Bitcoin’s (BTC-USD) use as a medium of exchange in El Salvador, the first-ever country to adopt the most popular cryptocurrency as legal tender, appears to be off to a rough start due to an overall lack of trust in bitcoin and the government’s BTC wallet dubbed Chivo, according to a recent survey by the U.S. National Bureau of Economic Research.
The survey data was based on face-to-face interviews with 1,800 Salvadorian households.
There has been a growing debate on the potential for bitcoin (BTC-USD) to replace the U.S. dollar as the world reserve currency. In a free market, a currency is defined as a form of money that acts as a medium of exchange, unit of account and store of value. Some argue that the U.S. dollar and other fiat currencies generally do poor jobs of protecting consumers’ purchasing power, while others suggest the opposite. And as consumer price inflation reached a 40-year high, that debate has become even more heated, especially as a slew of businesses over the past two years have taken on crypto for a variety of use cases. While early bitcoin fans touted the tokens’ decentralized properties, the population at large may not trust it unless it’s being facilitated under a single regulatory regime.
Bitcoin adoption falters in El Salvador:
For some context, El Salvador’s Chivo wallet quickly lost popularity after its rollout in September 2021. NBER’s survey found that just 20% of respondents in the nation used Chivo after downloading it. 40% of all downloads occurred in September of last year and “virtually no downloads have taken place in 2022.” It seems that people were incentivized to download Chivo given the $30 bonus offered by the government, hence the saturated influx of downloads at the onset of the Chivo launch, the NBER explained.
“The most important reason not to download the app, conditional on knowing about it, is that users prefer to use cash, which was followed by trust issues — respondents did not trust the system or bitcoin itself,” the study said.
Note that in 2001, the greenback became the official currency in El Salvador.
Bitcoin vs. U.S. dollar: The survey also indicated that only 5% of company sales were in bitcoin (BTC-USD), while most transactions were converted to dollars. Perhaps El Salvador’s downbeat bitcoin (BTC-USD) experiment can act as a proxy for other emerging market countries looking to use the crypto as a medium of exchange. Earlier in the week ended April 29, the Central African Republic — another emerging market — became the second nation in the world to adopt bitcoin as legal tender. A handful of developed nations such as the U.S. are shying away from taking on volatile cryptos, but instead are exploring paths to implement stablecoins or central bank digital currencies in a way that doesn’t impact financial stability. U.S. Treasury Secretary Janet Yellen in the beginning of April had called for a crypto regulatory framework in an effort to reduce risks and fraud.
SA contributor Rothko Research recently said that bitcoin’s (BTC-USD) upside potential remains limited as a raft of central banks pivot to tighter monetary policy in an effort to tame inflationary pressures. Rothko views BTC as a Hold.
In the meantime, bitcoin (BTC-USD) in Friday afternoon trading was changing hands firmly below its key $40K level at around $38.5K, sliding by 2.1% in the past five sessions, nearly -20% M/M and -28% Y/Y.
Previously, (April 23) Morgan Stanley said that bitcoin’s use as a currency may just be getting started.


Give again the entries below exactly, beginning at the first line and ending at the line with "Image resolution: width=719".

*** The data

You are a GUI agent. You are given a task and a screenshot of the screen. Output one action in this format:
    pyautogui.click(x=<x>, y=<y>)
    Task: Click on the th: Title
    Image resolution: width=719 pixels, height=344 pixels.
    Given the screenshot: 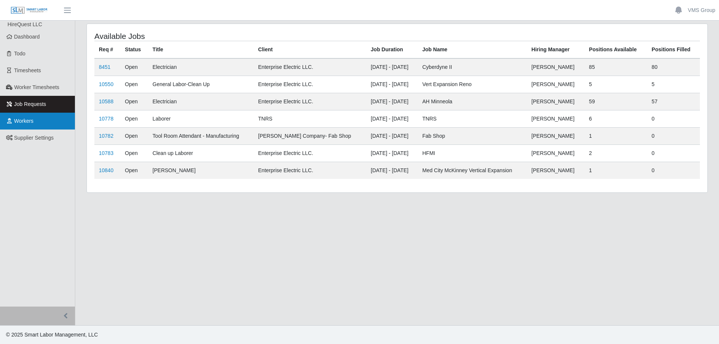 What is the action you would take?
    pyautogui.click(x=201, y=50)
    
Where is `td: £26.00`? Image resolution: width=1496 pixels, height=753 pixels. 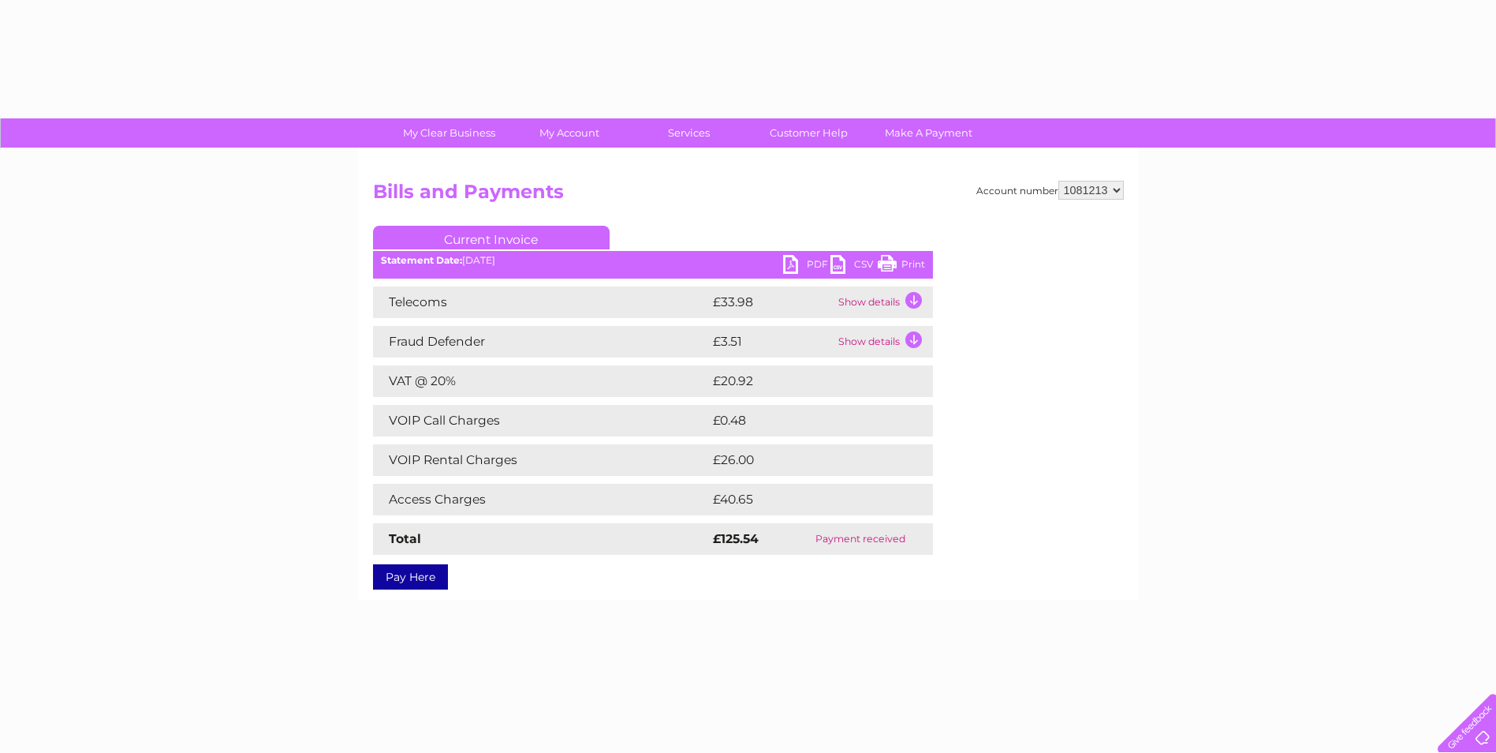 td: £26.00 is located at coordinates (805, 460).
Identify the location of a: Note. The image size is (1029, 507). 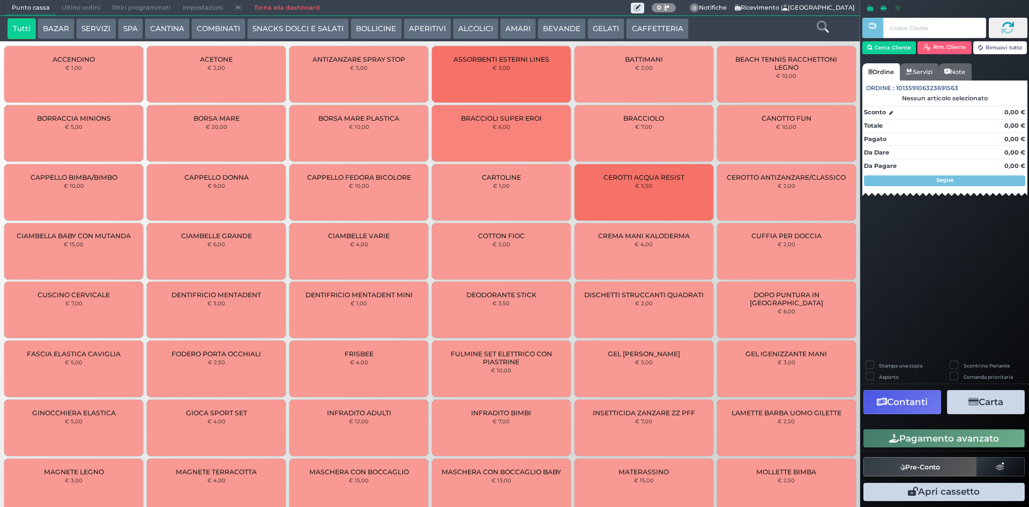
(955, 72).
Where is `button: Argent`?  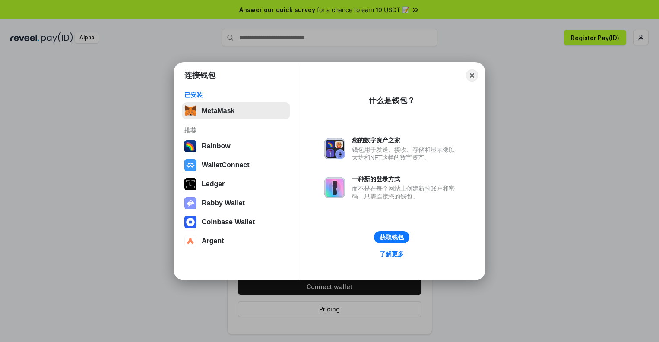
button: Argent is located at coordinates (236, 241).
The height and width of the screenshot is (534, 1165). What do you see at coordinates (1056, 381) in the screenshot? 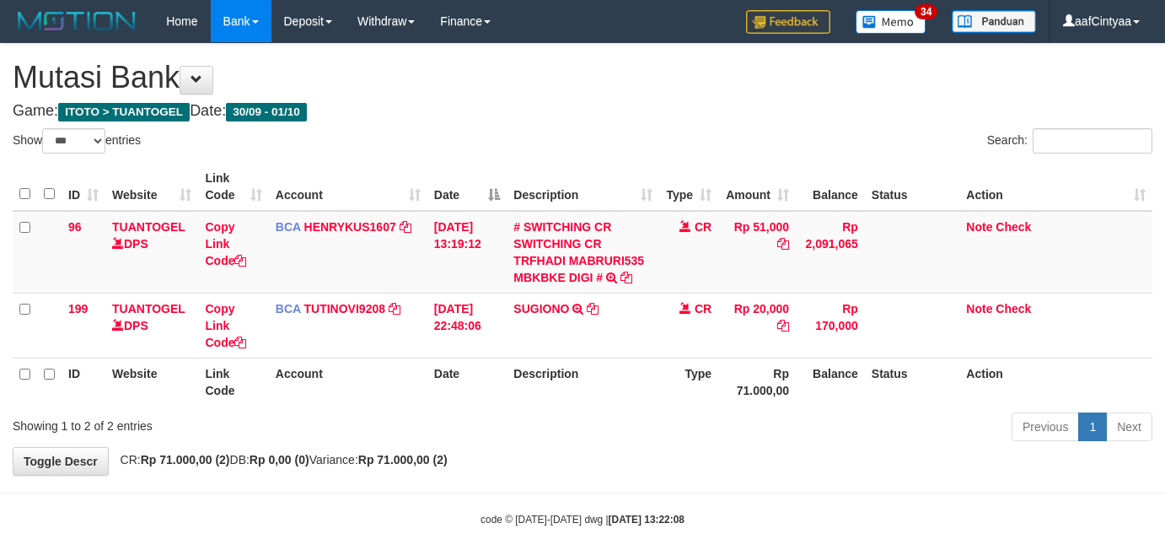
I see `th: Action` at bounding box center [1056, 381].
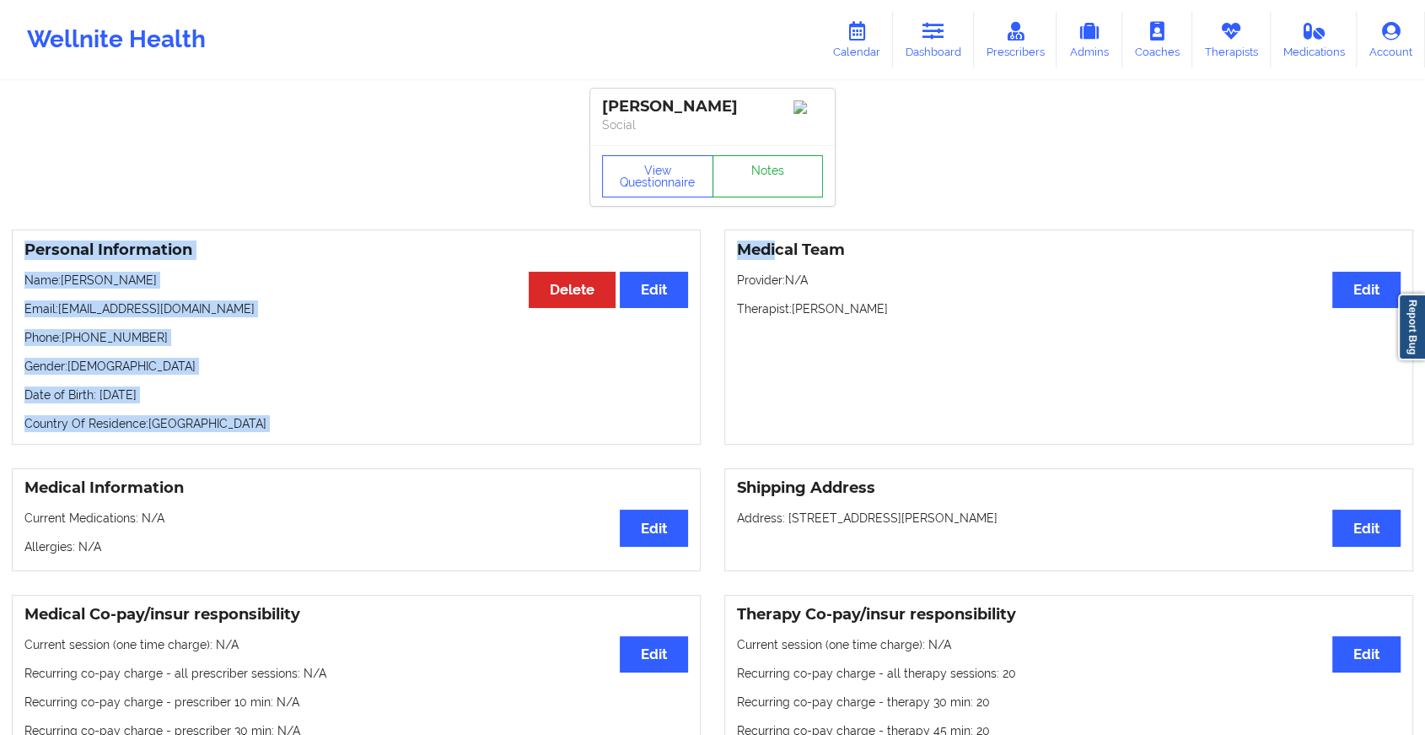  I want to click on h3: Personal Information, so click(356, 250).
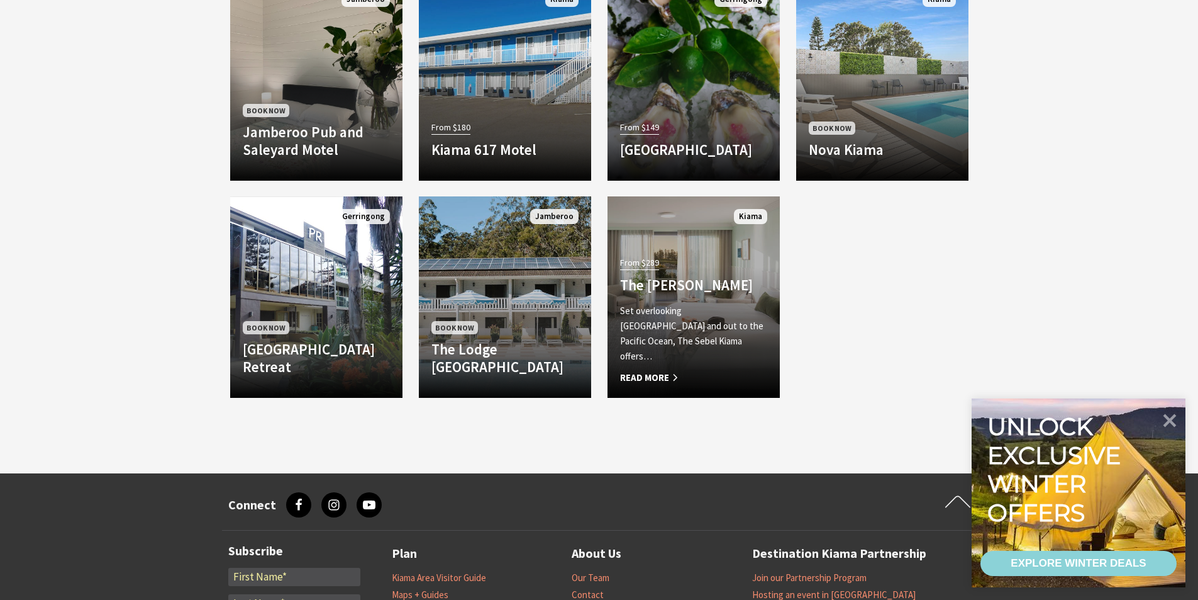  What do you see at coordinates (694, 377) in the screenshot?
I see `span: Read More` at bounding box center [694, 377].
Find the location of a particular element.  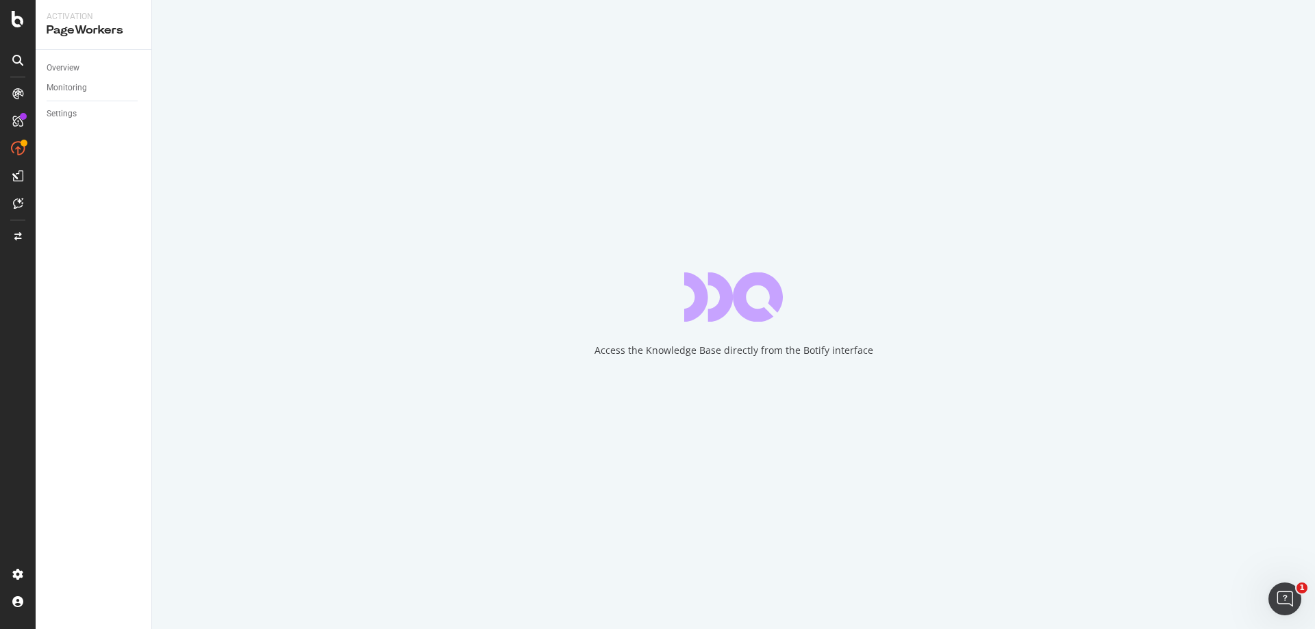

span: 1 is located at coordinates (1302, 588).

******

> [Written response]
You are a GUI agent. You are given a task and a screenshot of the screen. Output one action in this format:
    pyautogui.click(x=<x>, y=<y>)
    Task: Click on the th: Title
    Image resolution: width=719 pixels, height=344 pixels.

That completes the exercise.